Graduate student Shelby Landmark

Shelby Landmark, PhD Student

The Production of Autistic Sexual Subjectivity in Reality Television

This dissertation project focuses on contemporary representations of autistic sexuality in the reality television program Love on the Spectrum and explicates the social practices and conventions found there that produce expectations for autistic sexual subjectivity. Despite increasing prevalence of representations of autistic people in film and television, representations of autistic people relating to topics of sexuality (including dating) in media are sparse with nonnormative sexualities even sparser. Previous studies about autism and television representations have not explicitly engaged with reality television as a cultural technology that attempts to shape autistic sexual subjectivity and have not included autistic participants in audience analyses. This project will add to disability and media representation literature by exploring autistic peoples’ reactions to this television program as expressed on social media as well as fill a gap by interviewing autistic people themselves in a field in which perspectives of autistic audiences are completely absent. During this project I hope to contribute to increased understanding of how autistic people form sexual subjectivity through mediated technologies.

View Shelby's current CV here

 

Graduate student Zachary Sheldon

Zachary Sheldon, PhD Student

"Christian Influence: Social Media and the Legitimacy of the Famous Faithful"

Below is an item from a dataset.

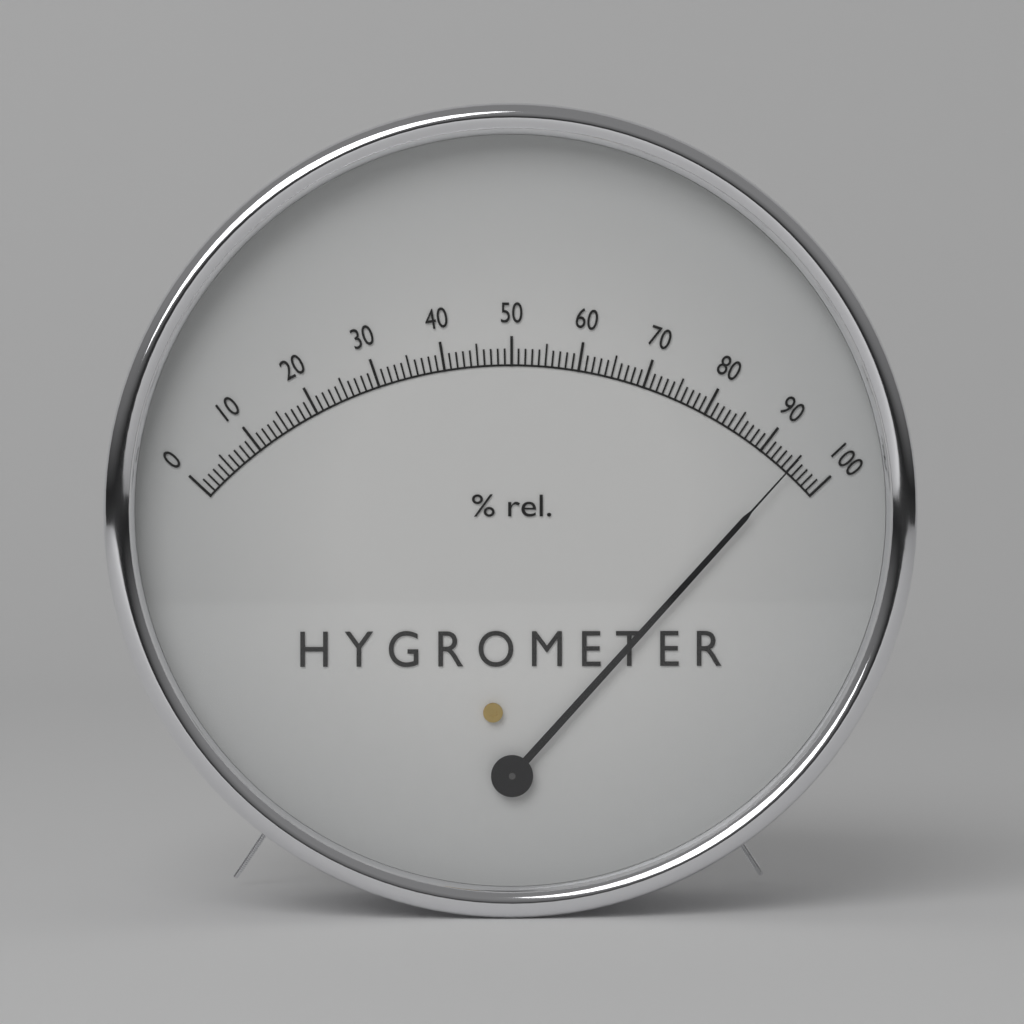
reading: 95 %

This dissertation project centers on evangelical Christian social media influencers and their engagement with their audiences across the various religious and social controversies of 2020-2021. Many studies of social media and influencer culture have focused on how influencers cultivate a deliberate persona around the concept of authenticity. But even as these studies examine and name certain critical media practices that these influencers display, they omit any consideration of how influencers become influencers, and how they maintain their influence within groups. In essence the current literature on social media influencers privileges the behavior and appearance of individual influencers, but ignores that these influencers are part of larger collectives in both formal and informal capacities. My dissertation offers a corrective to this by introducing and exploring the concept of “legitimacy” on social media, and the strategic ways that influencers engage the concept to both accrue and wield legitimacy amidst their followers. One particularly useful group to explore in this way is religious influencers, as religious collectives have formal and informal standards for group membership yet also often emphasize a decentralized vision of authority that enables individuals like influencers to operate within the collective and as individual actors. Examining the Instagram posts of religious celebrities within evangelicalism, then, provides significant insights into the ways that specifically religious influencers and other, secular influencers navigate the muddy currents of culture to appeal to their audiences and maintain influence.